SOC 2 trust service criteria are technology-agnostic: they do not specifically mention AI agents, just as they do not specifically mention Kubernetes or microservices. However, the criteria apply to all system components that process, store, or transmit data. AI agents with access to customer data are system components within scope. Your auditor may evaluate whether your controls cover this new category of accessor.
What is the difference between SOC 2 Type I and Type II for AI agents?
Type I evaluates whether controls are designed appropriately at a point in time. Type II evaluates whether those controls operate effectively over a period (usually 6-12 months). For AI agents, Type I means you have policies defined. Type II means you have decision records showing those policies were enforced consistently over the audit period. Veto's continuous decision records can support Type II evidence.
Can I export SOC 2 evidence directly from Veto?
Yes. Decision records export as JSON or CSV, filterable by date range, agent ID, tool name, and outcome. Policy files stay as YAML in your git repository with reviewable change history. The hosted surface provides views that can be exported for evidence packages.
How does Veto handle data residency for SOC 2?
The Veto SDK can run policy evaluation locally in your infrastructure, so local policy checks do not require sending data to Veto Cloud. Hosted approval and review queues are hosted in US regions by default. Decision records can be configured for your retention requirements.
What if my auditor has not encountered AI agent controls before?

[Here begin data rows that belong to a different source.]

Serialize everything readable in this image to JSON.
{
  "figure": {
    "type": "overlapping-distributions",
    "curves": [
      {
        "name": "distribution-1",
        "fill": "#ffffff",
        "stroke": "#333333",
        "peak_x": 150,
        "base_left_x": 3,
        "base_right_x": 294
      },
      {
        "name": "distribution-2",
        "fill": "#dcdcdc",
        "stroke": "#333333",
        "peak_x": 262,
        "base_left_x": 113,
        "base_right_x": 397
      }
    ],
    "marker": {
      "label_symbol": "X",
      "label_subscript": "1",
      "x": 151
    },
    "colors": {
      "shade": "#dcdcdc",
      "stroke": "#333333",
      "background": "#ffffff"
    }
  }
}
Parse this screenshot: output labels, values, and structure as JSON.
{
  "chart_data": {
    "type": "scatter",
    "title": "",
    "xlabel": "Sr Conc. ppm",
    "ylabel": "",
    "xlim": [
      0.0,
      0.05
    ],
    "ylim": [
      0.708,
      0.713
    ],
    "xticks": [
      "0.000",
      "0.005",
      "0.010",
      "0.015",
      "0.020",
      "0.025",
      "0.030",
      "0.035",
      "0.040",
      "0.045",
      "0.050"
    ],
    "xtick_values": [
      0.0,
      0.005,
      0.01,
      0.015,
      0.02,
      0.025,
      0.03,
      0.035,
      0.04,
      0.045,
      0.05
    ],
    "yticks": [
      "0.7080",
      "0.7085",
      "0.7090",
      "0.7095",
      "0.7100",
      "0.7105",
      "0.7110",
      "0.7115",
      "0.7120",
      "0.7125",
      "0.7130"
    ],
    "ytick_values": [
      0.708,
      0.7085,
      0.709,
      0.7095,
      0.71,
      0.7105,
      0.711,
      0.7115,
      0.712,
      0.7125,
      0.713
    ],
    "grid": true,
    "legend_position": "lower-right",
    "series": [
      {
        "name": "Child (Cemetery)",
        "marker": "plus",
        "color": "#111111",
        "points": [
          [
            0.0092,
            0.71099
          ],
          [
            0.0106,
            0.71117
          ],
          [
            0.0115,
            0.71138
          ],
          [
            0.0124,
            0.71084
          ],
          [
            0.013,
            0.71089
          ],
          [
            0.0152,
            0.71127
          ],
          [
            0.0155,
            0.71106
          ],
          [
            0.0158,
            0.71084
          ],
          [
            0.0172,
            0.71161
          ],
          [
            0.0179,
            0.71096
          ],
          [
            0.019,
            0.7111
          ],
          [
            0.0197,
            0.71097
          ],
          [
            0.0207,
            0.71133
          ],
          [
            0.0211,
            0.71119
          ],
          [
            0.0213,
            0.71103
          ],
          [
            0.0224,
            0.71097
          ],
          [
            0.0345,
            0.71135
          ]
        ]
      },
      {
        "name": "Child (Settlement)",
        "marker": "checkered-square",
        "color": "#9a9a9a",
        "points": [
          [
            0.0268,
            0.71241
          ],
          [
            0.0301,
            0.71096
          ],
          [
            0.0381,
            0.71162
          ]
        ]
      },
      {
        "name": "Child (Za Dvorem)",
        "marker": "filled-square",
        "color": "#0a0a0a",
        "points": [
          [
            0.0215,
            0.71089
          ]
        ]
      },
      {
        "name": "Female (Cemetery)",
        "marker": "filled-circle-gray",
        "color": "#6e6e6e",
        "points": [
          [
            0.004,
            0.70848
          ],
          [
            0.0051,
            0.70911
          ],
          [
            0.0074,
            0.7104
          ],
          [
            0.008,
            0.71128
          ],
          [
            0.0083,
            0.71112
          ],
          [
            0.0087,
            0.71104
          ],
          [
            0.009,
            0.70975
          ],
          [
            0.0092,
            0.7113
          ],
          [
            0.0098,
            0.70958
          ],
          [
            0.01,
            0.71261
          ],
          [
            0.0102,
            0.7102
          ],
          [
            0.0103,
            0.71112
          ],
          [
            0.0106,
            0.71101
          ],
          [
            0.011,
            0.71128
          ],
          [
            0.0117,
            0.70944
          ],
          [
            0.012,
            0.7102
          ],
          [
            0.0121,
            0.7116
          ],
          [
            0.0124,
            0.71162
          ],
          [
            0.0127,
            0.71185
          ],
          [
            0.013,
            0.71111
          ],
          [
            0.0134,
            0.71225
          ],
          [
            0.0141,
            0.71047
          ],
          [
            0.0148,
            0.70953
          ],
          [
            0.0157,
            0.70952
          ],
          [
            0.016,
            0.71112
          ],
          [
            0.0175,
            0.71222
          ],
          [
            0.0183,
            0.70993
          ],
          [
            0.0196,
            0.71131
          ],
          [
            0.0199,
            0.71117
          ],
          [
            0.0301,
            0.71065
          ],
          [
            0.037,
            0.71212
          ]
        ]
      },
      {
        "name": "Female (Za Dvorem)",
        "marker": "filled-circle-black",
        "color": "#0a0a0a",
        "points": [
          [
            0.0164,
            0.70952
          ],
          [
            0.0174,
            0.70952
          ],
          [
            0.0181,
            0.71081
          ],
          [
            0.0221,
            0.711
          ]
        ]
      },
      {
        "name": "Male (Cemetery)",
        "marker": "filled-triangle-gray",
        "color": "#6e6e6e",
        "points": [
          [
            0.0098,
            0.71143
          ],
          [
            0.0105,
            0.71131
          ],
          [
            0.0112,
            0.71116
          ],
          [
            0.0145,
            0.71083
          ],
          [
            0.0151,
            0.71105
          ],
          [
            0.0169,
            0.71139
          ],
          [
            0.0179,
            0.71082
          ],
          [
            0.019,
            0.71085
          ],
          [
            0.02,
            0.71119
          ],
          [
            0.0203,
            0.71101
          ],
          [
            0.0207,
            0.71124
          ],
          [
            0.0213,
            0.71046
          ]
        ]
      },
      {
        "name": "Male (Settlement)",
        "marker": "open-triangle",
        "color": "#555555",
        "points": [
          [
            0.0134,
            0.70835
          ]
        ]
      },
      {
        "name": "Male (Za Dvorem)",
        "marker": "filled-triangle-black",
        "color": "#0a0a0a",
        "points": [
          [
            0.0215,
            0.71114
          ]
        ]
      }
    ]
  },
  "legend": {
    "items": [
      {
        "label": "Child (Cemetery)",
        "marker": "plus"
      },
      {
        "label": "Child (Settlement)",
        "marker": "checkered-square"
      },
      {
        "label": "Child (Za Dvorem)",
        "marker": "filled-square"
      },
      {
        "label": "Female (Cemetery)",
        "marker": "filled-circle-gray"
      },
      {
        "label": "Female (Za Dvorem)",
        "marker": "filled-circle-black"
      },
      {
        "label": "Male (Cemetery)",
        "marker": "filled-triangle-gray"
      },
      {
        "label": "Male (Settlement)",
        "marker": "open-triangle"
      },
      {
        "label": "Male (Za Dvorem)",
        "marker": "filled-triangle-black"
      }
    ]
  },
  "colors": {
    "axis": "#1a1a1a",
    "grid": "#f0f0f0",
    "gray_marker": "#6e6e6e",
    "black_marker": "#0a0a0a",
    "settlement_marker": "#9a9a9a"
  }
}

Frame it in familiar terms: AI agents are a new type of system component that requires access controls (CC6.1), role-based permissions (CC6.3), monitoring (CC7.1), and change management (CC8.1). The trust service criteria already cover this: you are applying existing requirements to a new technology. Veto provides the technical controls and evidence.

Related evidence resources

When SOC 2 asks about agents, show the control and the evidence.